Mr Muhammad Fazli Hasri, 29, works at Tan Tock Seng Hospital’s (TTSH) Foot Care & Limb Design Centre, helping others to find a way to overcome their challenges, like he did barely two years ago, when he walked out with a new artificial right limb.

Patients are usually surprised when he reveals that he is an amputee, because no one can tell unless he lifts up the hem of his pants.

As a technical assistant in the Prosthetics & Orthotics Service, Mr Fazli is part of a team which makes and assembles customised prosthetics and orthoses for people like himself who have lost limbs to injury or disease. TTSH is the only provider of prosthetic and orthotic services in the public healthcare sector.

Senior prosthetist/orthotist Tsu-rayuki Murakami, 28, said: “We make artificial limbs for people with missing arms or legs to help them to be able to substitute the body function that they have lost.” 

He added: “For orthotics, we manufacture custom braces for the lower legs, spine and head. These are bracings that help to improve the function that patients may have lost because of neurological or orthopaedic conditions, or sometimes due to diabetes as well.”

From the first appointment with the patient, where casting is done and the fabrication process starts, it takes an average of two to four weeks before the prosthesis is ready to be fitted. Patients still have to go through rehabilitation gait training, which means learning how to walk again, to make sure they can use the prosthesis safely before they are allowed to take it home. This rehabilitation training can take three to six months, depending on the complexity of the case.
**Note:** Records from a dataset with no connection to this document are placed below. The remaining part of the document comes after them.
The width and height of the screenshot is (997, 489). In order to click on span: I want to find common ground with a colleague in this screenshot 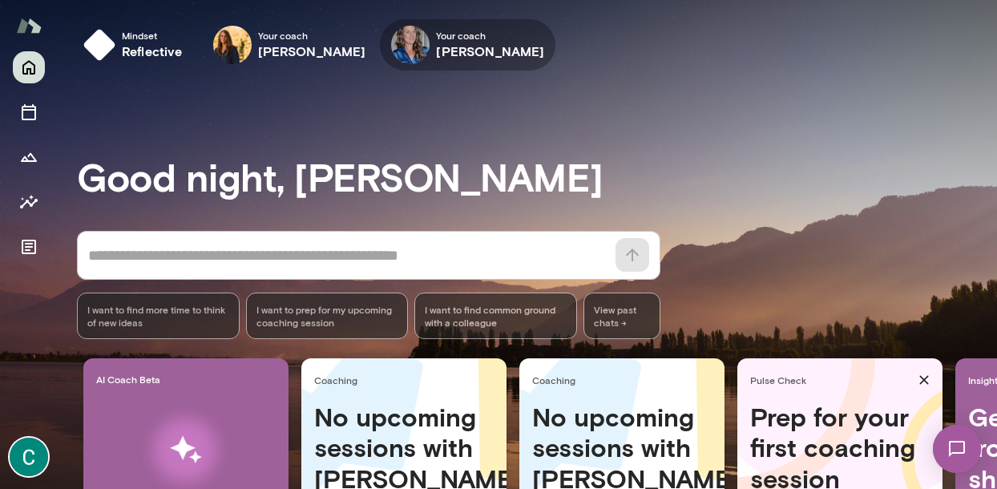, I will do `click(495, 316)`.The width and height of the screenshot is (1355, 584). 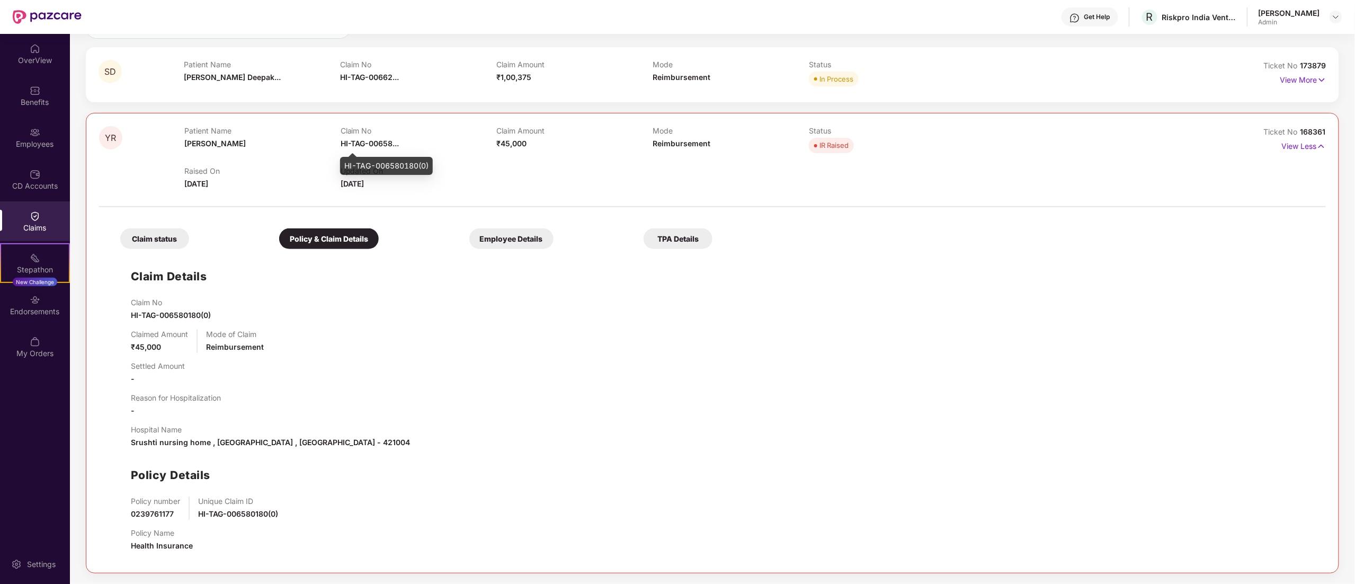 What do you see at coordinates (369, 77) in the screenshot?
I see `span: HI-TAG-00662...` at bounding box center [369, 77].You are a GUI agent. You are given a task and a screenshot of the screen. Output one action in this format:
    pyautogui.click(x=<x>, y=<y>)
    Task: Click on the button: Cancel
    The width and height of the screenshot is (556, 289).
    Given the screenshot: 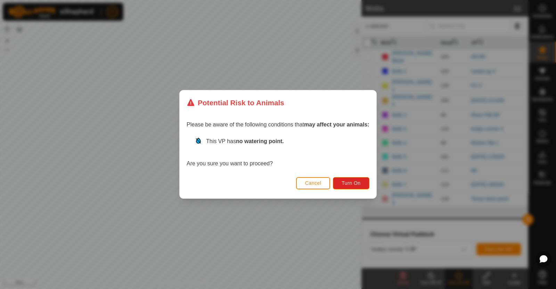 What is the action you would take?
    pyautogui.click(x=313, y=183)
    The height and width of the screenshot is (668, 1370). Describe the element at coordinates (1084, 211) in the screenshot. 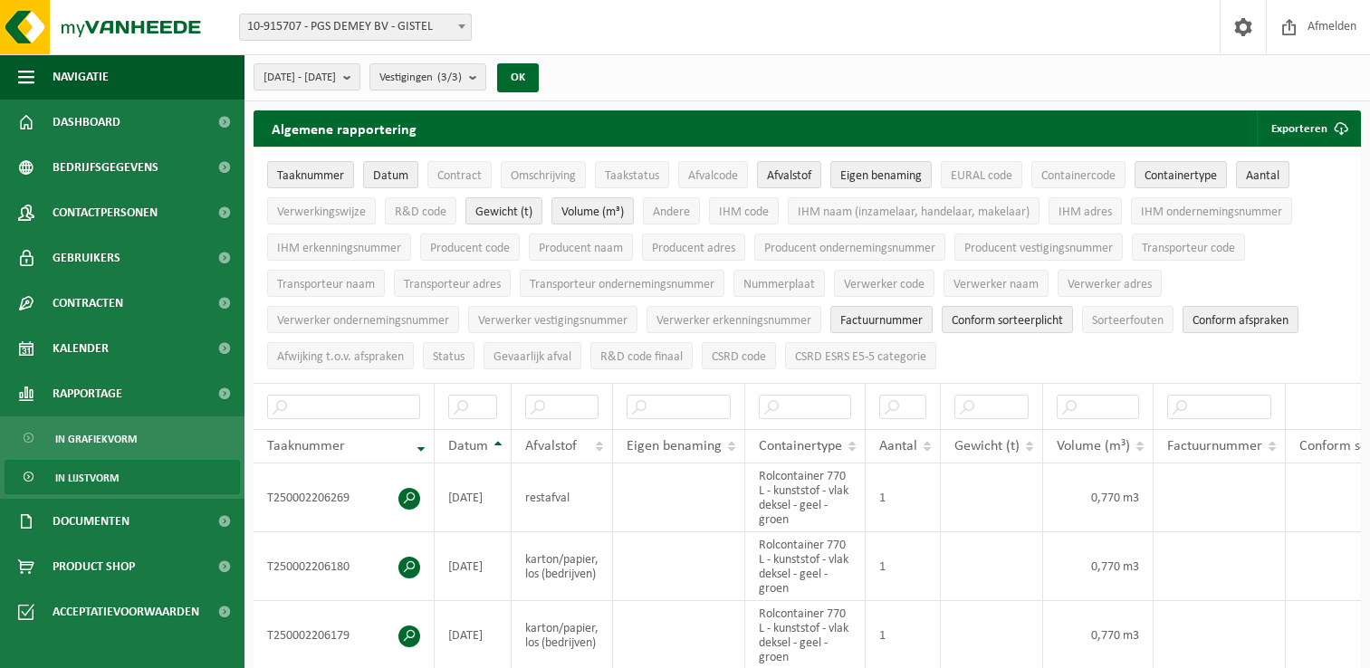

I see `button: IHM adresIHM adres: Activate to sort` at that location.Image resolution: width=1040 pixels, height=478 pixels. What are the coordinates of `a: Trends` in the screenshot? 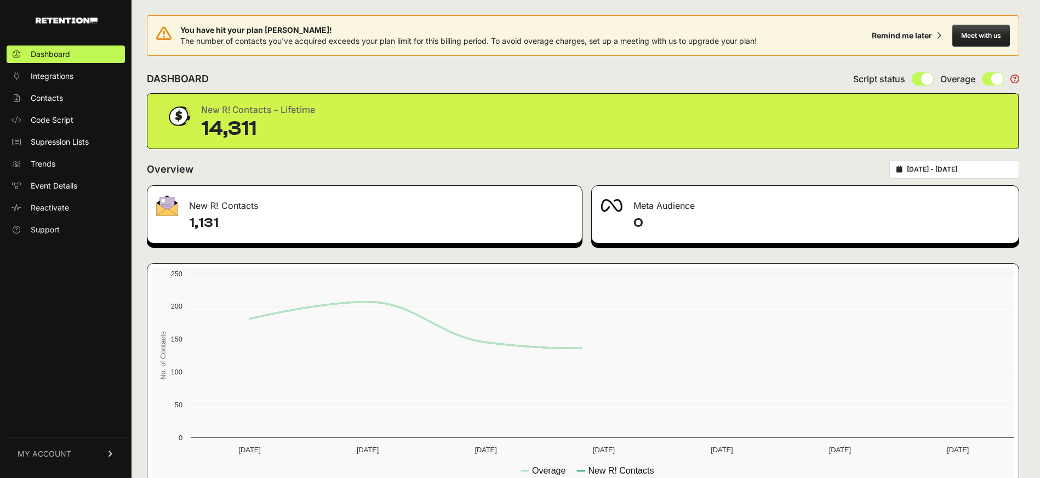 It's located at (66, 164).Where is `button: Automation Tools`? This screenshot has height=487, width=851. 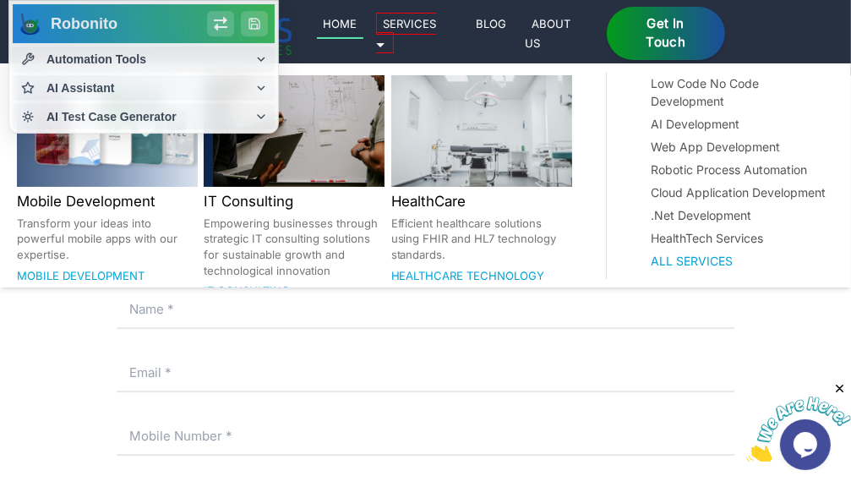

For Mr Fazli, he met with a bad car accident in 2015. The car overturned, and his right leg was stuck and almost crushed by the front seat. His leg, affected by bacteria, could not be saved despite multiple operations. Fearing that the rot would spread above his right knee, Mr Fazli agreed to the doctor’s recommendation for an amputation. Afterwards, he was referred to TTSH for a prosthetic leg to be fitted.

To be honest, when I was one of the patients, I felt so demoralised. I envied the ones with two legs who could walk normally,” said Mr Fazli.

As he had studied electrical engineering and mechanical technology at the Institute of Technical Education, he was recommended by his prosthetist to work at the centre. Grateful for the opportunity, he started there this year.

With support from his fiancee, friends, family and colleagues, Mr Fazli tries to look forward. He also hopes to offer the same support he received to other patients because he knows what it feels like.

We try to show people that we are just ‘lightly abled’ – not disabled,” he said.

A sporty person who likes to surf, swim, cycle and play soccer, he hopes to represent Singapore in the Paralympics in future.

He said: “For those who have lost a limb, do not be demoralised. It does not change who you are, whether you have one leg or two.